True for many applications, but crashing is for many other applications still not acceptable either. If a program crashing can cause loss of life, that is not acceptable either.
I have not dived deep into Cloudbleed, but it looks (in contrast to what the blog post says) like a Ragel compiler bug[0]. Other compilers also target C, like mrustc that compiles Rust code to C code (mrustc is not a proper compiler, since it assumes the code is 100% correct and type checks 100% and does not perform any checks, as I understand it). And rustc's main backend produces IR or something for LLVM. With a compiler bug, also for instance in rustc, memory safety bugs are generally 100% possible.

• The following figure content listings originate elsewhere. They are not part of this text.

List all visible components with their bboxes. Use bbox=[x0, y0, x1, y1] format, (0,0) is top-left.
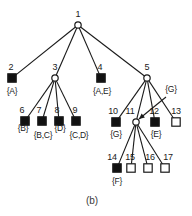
node-open-square-16[interactable] bbox=[144, 164, 152, 172]
node-id-label-7: 7 bbox=[37, 106, 42, 115]
node-id-label-14: 14 bbox=[107, 153, 117, 162]
figure-caption: (b) bbox=[86, 195, 98, 206]
node-set-label-5: {G} bbox=[165, 85, 176, 94]
node-set-label-10: {G} bbox=[110, 130, 121, 139]
node-id-label-8: 8 bbox=[55, 106, 60, 115]
tree-edge bbox=[79, 28, 99, 74]
node-open-square-15[interactable] bbox=[127, 164, 135, 172]
node-id-label-11: 11 bbox=[126, 107, 135, 116]
node-set-label-7: {B,C} bbox=[34, 131, 52, 140]
node-id-label-2: 2 bbox=[9, 63, 14, 72]
tree-edge bbox=[81, 27, 145, 76]
node-id-label-13: 13 bbox=[171, 107, 181, 116]
tree-edge bbox=[56, 28, 76, 75]
node-open-square-13[interactable] bbox=[172, 118, 180, 126]
node-id-label-9: 9 bbox=[73, 106, 78, 115]
node-set-label-12: {E} bbox=[151, 130, 161, 139]
tree-diagram-figure: 12{A}34{A,E}5{G}6{B}7{B,C}8{D}9{C,D}10{G… bbox=[0, 0, 192, 216]
node-filled-square-14[interactable] bbox=[113, 164, 121, 172]
node-id-label-1: 1 bbox=[76, 10, 81, 19]
node-id-label-3: 3 bbox=[53, 63, 58, 72]
node-set-label-8: {D} bbox=[55, 124, 66, 133]
node-circle-5[interactable] bbox=[144, 75, 150, 81]
node-open-square-17[interactable] bbox=[161, 164, 169, 172]
node-circle-1[interactable] bbox=[75, 22, 81, 28]
node-id-label-15: 15 bbox=[125, 153, 135, 162]
node-filled-square-4[interactable] bbox=[97, 74, 105, 82]
node-set-label-4: {A,E} bbox=[93, 87, 111, 96]
node-set-label-9: {C,D} bbox=[70, 131, 89, 140]
node-id-label-12: 12 bbox=[149, 107, 159, 116]
node-filled-square-12[interactable] bbox=[151, 118, 159, 126]
node-circle-3[interactable] bbox=[52, 75, 58, 81]
node-set-label-6: {B} bbox=[18, 124, 28, 133]
node-id-label-5: 5 bbox=[145, 63, 150, 72]
node-circle-11[interactable] bbox=[133, 119, 139, 125]
node-layer bbox=[8, 22, 180, 172]
tree-graph bbox=[0, 0, 192, 216]
node-id-label-10: 10 bbox=[108, 107, 118, 116]
node-filled-square-2[interactable] bbox=[8, 74, 16, 82]
node-id-label-6: 6 bbox=[20, 106, 25, 115]
tree-edge bbox=[137, 81, 146, 119]
node-filled-square-10[interactable] bbox=[112, 118, 120, 126]
node-id-label-4: 4 bbox=[98, 63, 103, 72]
node-filled-square-7[interactable] bbox=[38, 117, 46, 125]
node-id-label-16: 16 bbox=[145, 153, 155, 162]
node-id-label-17: 17 bbox=[163, 153, 173, 162]
node-set-label-14: {F} bbox=[112, 177, 122, 186]
node-filled-square-9[interactable] bbox=[72, 117, 80, 125]
node-set-label-2: {A} bbox=[7, 87, 17, 96]
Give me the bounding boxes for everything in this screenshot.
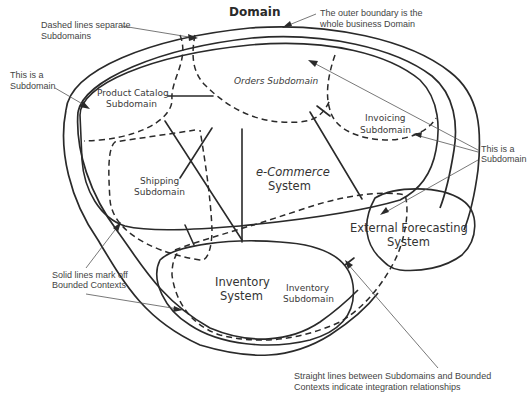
domain-diagram: Domain Dashed lines separate Subdomains … — [0, 0, 527, 398]
svg-text:Subdomains: Subdomains — [41, 31, 92, 41]
svg-text:Subdomain: Subdomain — [106, 99, 157, 109]
annotation-subdomain-right: This is a Subdomain — [308, 60, 527, 215]
svg-text:Solid lines mark off: Solid lines mark off — [52, 270, 128, 280]
domain-title: Domain — [229, 5, 280, 19]
annotation-subdomain-left: This is a Subdomain — [10, 70, 90, 109]
svg-text:Subdomain: Subdomain — [10, 81, 56, 91]
svg-text:This is a: This is a — [10, 70, 44, 80]
product-catalog-subdomain-label: Product Catalog — [97, 88, 169, 98]
external-forecasting-system-label: External Forecasting — [350, 221, 468, 235]
svg-text:System: System — [220, 289, 263, 303]
svg-text:Subdomain: Subdomain — [134, 187, 185, 197]
svg-text:System: System — [268, 179, 311, 193]
inventory-subdomain-label: Inventory — [286, 283, 330, 293]
invoicing-subdomain-label: Invoicing — [365, 113, 406, 123]
svg-text:The outer boundary is the: The outer boundary is the — [320, 8, 423, 18]
integration-lines — [165, 96, 362, 265]
ecommerce-system-label: e-Commerce — [256, 165, 330, 179]
annotation-straight-lines: Straight lines between Subdomains and Bo… — [294, 260, 491, 392]
svg-text:Bounded Contexts: Bounded Contexts — [52, 280, 127, 290]
svg-text:Dashed lines separate: Dashed lines separate — [41, 20, 131, 30]
svg-text:whole business Domain: whole business Domain — [319, 19, 415, 29]
inventory-system-label: Inventory — [215, 275, 270, 289]
svg-text:Subdomain: Subdomain — [481, 154, 527, 164]
svg-text:System: System — [387, 235, 430, 249]
ecommerce-context-boundary — [80, 43, 438, 229]
annotation-outer-boundary: The outer boundary is the whole business… — [282, 8, 423, 29]
svg-text:Contexts indicate integration: Contexts indicate integration relationsh… — [294, 382, 461, 392]
bounded-context-labels: e-Commerce System Inventory System Exter… — [215, 165, 468, 303]
svg-text:This is a: This is a — [481, 144, 515, 154]
svg-text:Straight lines between Subdoma: Straight lines between Subdomains and Bo… — [294, 371, 491, 381]
annotation-dashed-lines: Dashed lines separate Subdomains — [41, 20, 198, 41]
shipping-subdomain-label: Shipping — [140, 176, 179, 186]
svg-text:Subdomain: Subdomain — [360, 125, 411, 135]
svg-text:Subdomain: Subdomain — [283, 294, 334, 304]
orders-subdomain-label: Orders Subdomain — [234, 76, 318, 86]
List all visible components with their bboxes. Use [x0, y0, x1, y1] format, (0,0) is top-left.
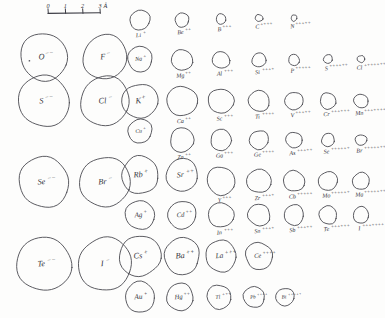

In the Cloudbleed case, they were using what looks like an old and possibly somewhat obscure language and compiler, Colm and Ragel. They were then migrating away from that, but unfortunately not in time to avoid the bug. One reason why obscure compilers and languages can be iffy to use for production code. Though, for an EDSL like that, it is somewhat disappointing that the Ragel compiler developer did not avoid bugs like that; EDSLs can often be easier to make compilers for than compilers for general-purpose languages.
True for many applications, but crashing is for many other applications still not acceptable either. If a program crashing can cause loss of life, that is not acceptable either.
I have not dived deep into Cloudbleed, but it looks (in contrast to what the blog post says) like a Ragel compiler bug[0]. Other compilers also target C, like mrustc that compiles Rust code to C code (mrustc is not a proper compiler, since it assumes the code is 100% correct and type checks 100% and does not perform any checks, as I understand it). And rustc's main backend produces IR or something for LLVM. With a compiler bug, also for instance in rustc, memory safety bugs are generally 100% possible.
In the Cloudbleed case, they were using what looks like an old and possibly somewhat obscure language and compiler, Colm and Ragel. They were then migrating away from that, but unfortunately not in time to avoid the bug. One reason why obscure compilers and languages can be iffy to use for production code. Though, for an EDSL like that, it is somewhat disappointing that the Ragel compiler developer did not avoid bugs like that; EDSLs can often be easier to make compilers for than compilers for general-purpose languages.